Board Panel Opinion Provides a Succinct Explanation By Hon. Susan V. Hamilton, Former Assistant Secretary and Deputy Commissioner, California Workers’ Compensation Appeals Board The process for...
CALIFORNIA COMPENSATION CASES Vol. 89, No. 4 April 2024 A Report of En Banc and Significant Panel Decisions of the WCAB and Selected Court Opinions of Related Interest, With a Digest of WCAB Decisions...
By Hon. Susan V. Hamilton, Former Assistant Secretary and Deputy Commissioner, California Workers’ Compensation Appeals Board Several months ago, an article in LexisNexis Workers’ Compensation...
By William Tappin, Esq., Law Offices of Tappin & Associates, Sierra Madre, CA There has been a lot of confusion with respect to whether ERISA preempts state laws regarding numerous programs, including...
By Thomas A. Robinson, co-author, Larson’s Workers’ Compensation Law Editorial Note: All section references below are to Larson’s Workers’ Compensation Law, unless otherwise indicated...
Stressing that the state’s Workers’ Compensation Board was to be afforded significant deference to its decisions related to witness credibility, a New York appellate court affirmed a Board finding that a nurse’s work-related stress did not exceed that which could be expected in her normal work environment and that the actual genesis of her mental injuries was her involvement in a disciplinary proceeding taken in good faith by her employer. Accordingly, under N.Y. Work. Comp. Law § 2[7], she could not maintain a mental injury claim where it appeared her claim arose from her dismissal from work and her subsequent reinstatement to the job—after a six-month suspension.
Thomas A. Robinson, J.D., the Feature National Columnist for the LexisNexis Workers’ Compensation eNewsletter, is the co-author of Larson’s Workers’ Compensation Law (LexisNexis).
LexisNexis Online Subscribers: Citations below link to Lexis Advance.
See Matter of Novak v St. Luke’s Roosevelt Hosp., 2017 N.Y. App. Div. LEXIS 2437 (3rd Dept. Mar. 30, 2017)
See generally Larson’s Workers’ Compensation Law, § 56.04.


• Task brief: Drop every image, then reproduce the data exactly as given.

──────── Information shown

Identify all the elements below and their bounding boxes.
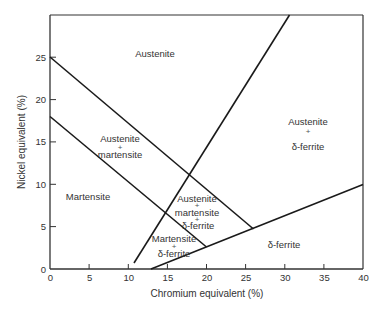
y-tick-labels: 0 5 10 15 20 25 <box>35 52 46 275</box>
svg-text:δ-ferrite: δ-ferrite <box>292 141 325 152</box>
svg-text:+: + <box>306 127 311 136</box>
y-axis-ticks <box>50 57 56 226</box>
svg-text:δ-ferrite: δ-ferrite <box>182 220 215 231</box>
y-tick-5: 5 <box>41 221 46 232</box>
x-tick-30: 30 <box>280 272 291 283</box>
svg-text:martensite: martensite <box>98 149 142 160</box>
y-tick-15: 15 <box>35 136 46 147</box>
region-austenite-martensite: Austenite + martensite <box>98 133 142 160</box>
y-axis-label: Nickel equivalent (%) <box>16 95 27 189</box>
svg-text:Austenite: Austenite <box>288 116 328 127</box>
region-austenite-delta-ferrite: Austenite + δ-ferrite <box>288 116 328 152</box>
region-martensite-delta-ferrite: Martensite + δ-ferrite <box>152 233 196 259</box>
x-axis-ticks <box>89 264 324 269</box>
region-labels: Austenite Austenite + martensite Martens… <box>66 48 328 259</box>
y-tick-0: 0 <box>41 264 46 275</box>
schaeffler-diagram: 0 5 10 15 20 25 30 35 40 0 5 10 15 20 25… <box>0 0 385 314</box>
austenite-upper-boundary <box>50 57 254 229</box>
y-tick-10: 10 <box>35 179 46 190</box>
x-tick-15: 15 <box>163 272 174 283</box>
region-delta-ferrite: δ-ferrite <box>268 239 301 250</box>
x-tick-20: 20 <box>202 272 213 283</box>
y-tick-25: 25 <box>35 52 46 63</box>
svg-text:δ-ferrite: δ-ferrite <box>158 248 191 259</box>
x-tick-10: 10 <box>124 272 135 283</box>
x-tick-5: 5 <box>87 272 92 283</box>
x-tick-labels: 0 5 10 15 20 25 30 35 40 <box>48 272 369 283</box>
x-tick-0: 0 <box>48 272 53 283</box>
y-tick-20: 20 <box>35 94 46 105</box>
x-tick-40: 40 <box>358 272 369 283</box>
x-axis-label: Chromium equivalent (%) <box>151 288 264 299</box>
x-tick-35: 35 <box>319 272 330 283</box>
region-martensite: Martensite <box>66 191 110 202</box>
region-austenite-martensite-delta-ferrite: Austenite + martensite + δ-ferrite <box>175 193 219 231</box>
x-tick-25: 25 <box>241 272 252 283</box>
region-austenite: Austenite <box>135 48 175 59</box>
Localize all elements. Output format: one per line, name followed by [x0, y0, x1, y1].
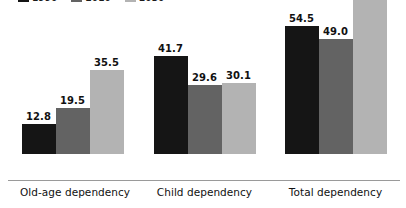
bar-value-3-1: 54.5 [289, 13, 314, 24]
bar-slot-1-2: 19.5 [56, 0, 90, 154]
x-axis-label-total: Total dependency [283, 186, 388, 198]
bar-3-1[interactable] [285, 26, 319, 154]
x-axis-line [8, 180, 400, 181]
bar-2-2[interactable] [188, 85, 222, 154]
bar-group-child: 41.7 29.6 30.1 [152, 0, 257, 154]
bar-1-3[interactable] [90, 70, 124, 154]
bar-slot-2-3: 30.1 [222, 0, 256, 154]
bar-slot-3-1: 54.5 [285, 0, 319, 154]
plot-area: 12.8 19.5 35.5 41.7 29.6 30.1 [0, 0, 406, 181]
x-axis-labels: Old-age dependency Child dependency Tota… [0, 186, 406, 208]
bar-group-old-age: 12.8 19.5 35.5 [20, 0, 125, 154]
bar-slot-3-2: 49.0 [319, 0, 353, 154]
bar-slot-3-3: 65.6 [353, 0, 387, 154]
bar-chart: 1990 2010 2030 12.8 19.5 35.5 [0, 0, 406, 208]
bar-slot-2-2: 29.6 [188, 0, 222, 154]
bar-value-2-2: 29.6 [192, 72, 217, 83]
bar-3-2[interactable] [319, 39, 353, 154]
bar-value-2-1: 41.7 [158, 43, 183, 54]
bar-value-1-3: 35.5 [94, 57, 119, 68]
x-axis-label-old-age: Old-age dependency [20, 186, 125, 198]
bar-value-3-2: 49.0 [323, 26, 348, 37]
bar-slot-2-1: 41.7 [154, 0, 188, 154]
bar-value-2-3: 30.1 [226, 70, 251, 81]
bar-1-2[interactable] [56, 108, 90, 154]
bar-value-1-1: 12.8 [26, 111, 51, 122]
bar-slot-1-1: 12.8 [22, 0, 56, 154]
x-axis-label-child: Child dependency [152, 186, 257, 198]
bar-group-total: 54.5 49.0 65.6 [283, 0, 388, 154]
bar-value-1-2: 19.5 [60, 95, 85, 106]
bar-2-3[interactable] [222, 83, 256, 154]
bar-slot-1-3: 35.5 [90, 0, 124, 154]
bar-2-1[interactable] [154, 56, 188, 154]
bar-3-3[interactable] [353, 0, 387, 154]
bar-1-1[interactable] [22, 124, 56, 154]
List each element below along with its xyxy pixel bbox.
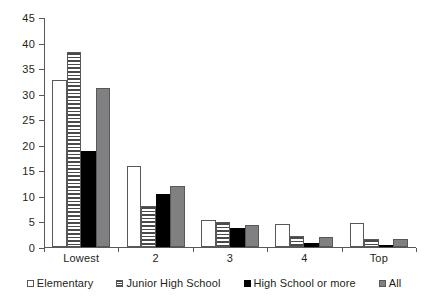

────────────────

• Answer for this exercise:
Identify all the elements below and their bounding boxes.
y-tick-labels: 0 5 10 15 20 25 <box>35 52 46 275</box>
svg-text:δ-ferrite: δ-ferrite <box>292 141 325 152</box>
svg-text:+: + <box>306 127 311 136</box>
y-axis-ticks <box>50 57 56 226</box>
svg-text:δ-ferrite: δ-ferrite <box>182 220 215 231</box>
y-tick-5: 5 <box>41 221 46 232</box>
x-tick-30: 30 <box>280 272 291 283</box>
svg-text:martensite: martensite <box>98 149 142 160</box>
y-tick-15: 15 <box>35 136 46 147</box>
region-austenite-martensite: Austenite + martensite <box>98 133 142 160</box>
y-axis-label: Nickel equivalent (%) <box>16 95 27 189</box>
svg-text:Austenite: Austenite <box>288 116 328 127</box>
region-austenite-delta-ferrite: Austenite + δ-ferrite <box>288 116 328 152</box>
region-martensite-delta-ferrite: Martensite + δ-ferrite <box>152 233 196 259</box>
x-axis-ticks <box>89 264 324 269</box>
region-labels: Austenite Austenite + martensite Martens… <box>66 48 328 259</box>
y-tick-0: 0 <box>41 264 46 275</box>
schaeffler-diagram: 0 5 10 15 20 25 30 35 40 0 5 10 15 20 25… <box>0 0 385 314</box>
austenite-upper-boundary <box>50 57 254 229</box>
y-tick-10: 10 <box>35 179 46 190</box>
x-tick-15: 15 <box>163 272 174 283</box>
region-delta-ferrite: δ-ferrite <box>268 239 301 250</box>
x-tick-20: 20 <box>202 272 213 283</box>
y-tick-25: 25 <box>35 52 46 63</box>
svg-text:δ-ferrite: δ-ferrite <box>158 248 191 259</box>
x-tick-10: 10 <box>124 272 135 283</box>
x-tick-5: 5 <box>87 272 92 283</box>
x-tick-labels: 0 5 10 15 20 25 30 35 40 <box>48 272 369 283</box>
x-tick-0: 0 <box>48 272 53 283</box>
y-tick-20: 20 <box>35 94 46 105</box>
x-tick-40: 40 <box>358 272 369 283</box>
x-axis-label: Chromium equivalent (%) <box>151 288 264 299</box>
x-tick-35: 35 <box>319 272 330 283</box>
region-martensite: Martensite <box>66 191 110 202</box>
region-austenite-martensite-delta-ferrite: Austenite + martensite + δ-ferrite <box>175 193 219 231</box>
x-tick-25: 25 <box>241 272 252 283</box>
region-austenite: Austenite <box>135 48 175 59</box>
Localize all elements. Output format: one per line, name followed by [x0, y0, x1, y1].
bar-value-3-1: 54.5 [289, 13, 314, 24]
bar-slot-1-2: 19.5 [56, 0, 90, 154]
x-axis-label-total: Total dependency [283, 186, 388, 198]
bar-3-1[interactable] [285, 26, 319, 154]
x-axis-line [8, 180, 400, 181]
bar-2-2[interactable] [188, 85, 222, 154]
bar-group-child: 41.7 29.6 30.1 [152, 0, 257, 154]
bar-1-3[interactable] [90, 70, 124, 154]
bar-slot-2-3: 30.1 [222, 0, 256, 154]
bar-slot-3-1: 54.5 [285, 0, 319, 154]
plot-area: 12.8 19.5 35.5 41.7 29.6 30.1 [0, 0, 406, 181]
x-axis-labels: Old-age dependency Child dependency Tota… [0, 186, 406, 208]
bar-group-old-age: 12.8 19.5 35.5 [20, 0, 125, 154]
bar-slot-3-2: 49.0 [319, 0, 353, 154]
bar-slot-3-3: 65.6 [353, 0, 387, 154]
bar-chart: 1990 2010 2030 12.8 19.5 35.5 [0, 0, 406, 208]
bar-slot-2-2: 29.6 [188, 0, 222, 154]
bar-value-2-2: 29.6 [192, 72, 217, 83]
bar-3-2[interactable] [319, 39, 353, 154]
bar-value-2-1: 41.7 [158, 43, 183, 54]
bar-value-1-3: 35.5 [94, 57, 119, 68]
x-axis-label-old-age: Old-age dependency [20, 186, 125, 198]
bar-value-3-2: 49.0 [323, 26, 348, 37]
bar-slot-2-1: 41.7 [154, 0, 188, 154]
bar-value-2-3: 30.1 [226, 70, 251, 81]
bar-1-2[interactable] [56, 108, 90, 154]
bar-value-1-1: 12.8 [26, 111, 51, 122]
bar-slot-1-1: 12.8 [22, 0, 56, 154]
x-axis-label-child: Child dependency [152, 186, 257, 198]
bar-group-total: 54.5 49.0 65.6 [283, 0, 388, 154]
bar-value-1-2: 19.5 [60, 95, 85, 106]
bar-2-3[interactable] [222, 83, 256, 154]
bar-slot-1-3: 35.5 [90, 0, 124, 154]
bar-2-1[interactable] [154, 56, 188, 154]
bar-3-3[interactable] [353, 0, 387, 154]
bar-1-1[interactable] [22, 124, 56, 154]
List each element below along with its xyxy pixel bbox.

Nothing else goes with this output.